Hökensås

Hökensås

Viking Lars | Saturday, 12 October 2024

Good quality fishing for trout on lakes is really hard to come by in Denmark, which is why I enjoy travelling to Hökensås in Sweden. Hökensås have over 25 small lakes and a couple of stretches of river. Yes, they are stocked, but it’s done conservatively and while you can expect to catch trout it’s not given. The fish are left to become as wild as they can, so they act as wild fish and can be both as easy and hard to catch as true wild fish.

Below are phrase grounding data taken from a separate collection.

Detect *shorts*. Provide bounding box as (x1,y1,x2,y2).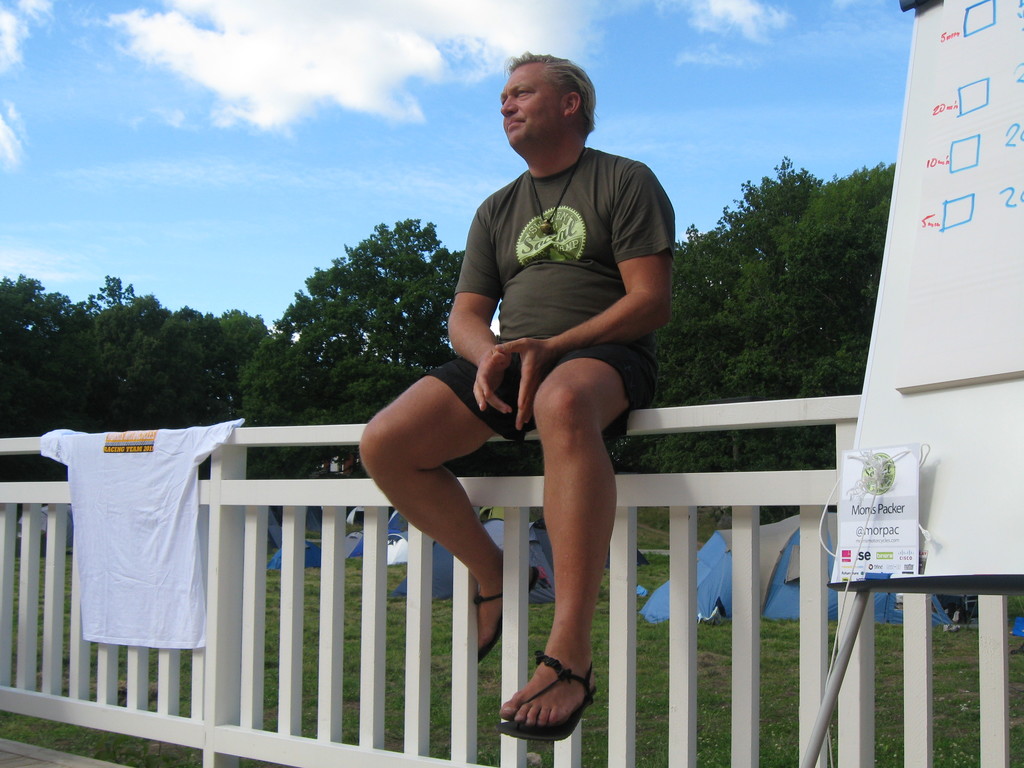
(431,310,657,435).
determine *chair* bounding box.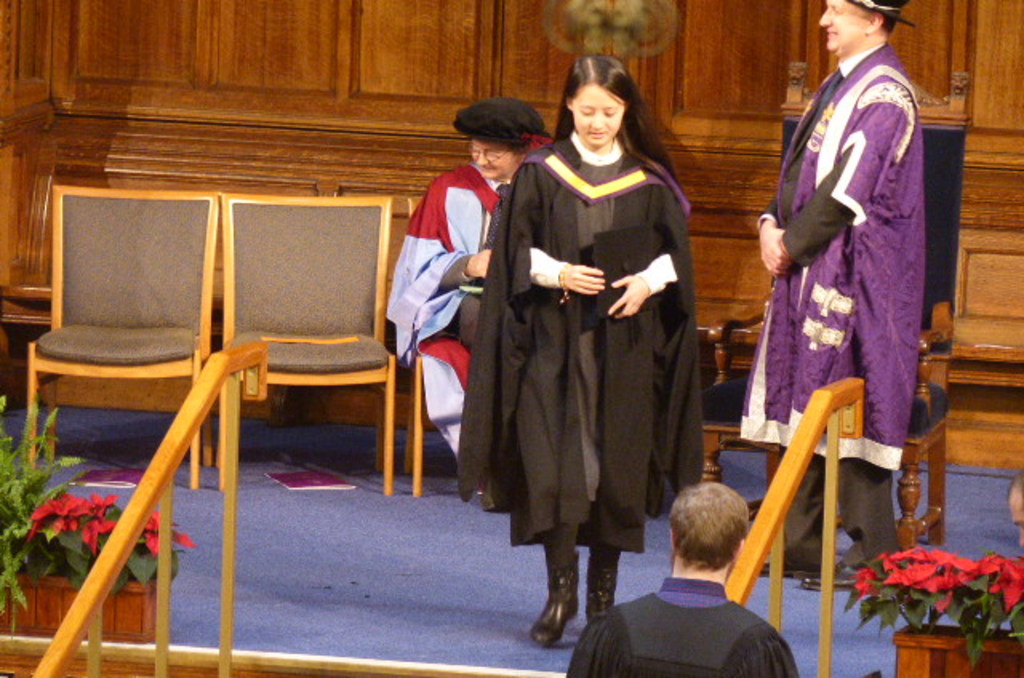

The water quality in the lakes is very high. The area is what’s called a “high pressure deformation zone”, which is basically terrain and topography features created during the ice ages, where expanding and reaching ice deformed the landing. As they ice from the last ice age melted, huge chunks of ice were left and the “holes” they left are now lakes. The nature is natural and beautiful pine forrest with heather, low growth berries and more. Just a beautiful area all in all.

The clear water is an excellent habitat for a lot of different insect species, perch, sticklebacks and many other types of bait. Making all the lakes perfect habitats for trout. As a sportsfshing area with trout it was created in the 1950s.

What I’m getting to is the lead - that this kind of fishing is impossible to come by in Denmark and since it’s so interesting fishing and sometimes very difficult and technical, I go to Hökensås every now and then. On some lakes it’s allowed to fish from float tubes, which is love to do (which is another reason to go there), some lakes have a limited numbers of day tickets, some lakes have boat or two, so there’s something for everyones.

One great advantage of fishing from a float tube, boat or pontoon boat is that you can have two, even three pre-rigged rods ready to switch between In a matter of 30 seconds. During the day I had two 5-wts, one with a floating line and one rigged for shooting heads of a sinking variety. As evening approached I put in my 4-wt ready for the evening midge rise.

We had three days of dead calm evenings and fish feeding on midges. The is some of the best and most frustrating fishing I know of. Even in a float tube, you can’t get to them - you have to wait for them to come near, which is a hit or miss. Sitting as still as you can to avoid pushing fish away, you’ll eventually freeze your feet off. But when they do come close, everything is as you’ve read about in the books. Slow motion head and tails - 2-3-4-5 of them, the fish staying on the same heading, rises every foot or so. It requires a very precise and times cast. When it all comes together, it’s the best I know.

As prepared as I like being and usually am, I really failed on the last evening. I did have the 4-wt ready, a 0.15mm leader and a size very small midge on. I got refusals on the first 3 or 4 presentations and I clearly needed a thinner leader. I had my readers on, but in the dim light it took me forever to tie on the new tippet and even longer to tie on the fly, threading the leader through the minute hook eye. Never again +1 readers when going fishing. +2 it is from now and till I’ll need +3 and so on. Oh - and remember the Fuller’s Earth. Without that the 0,15mm leader, even the 0,12mm I tied on, would have been floating ropes on the dead calm surface.

Should you have equations about the fish, a link to accommodation, ways to get there - catch me on a PM on the Board.

Have a great weekend!

Lars

PoD: My friend and colleague, Jens, with one of the beautiful rainbow trout that have spent the winter in the lake. They are the ones that are shiny.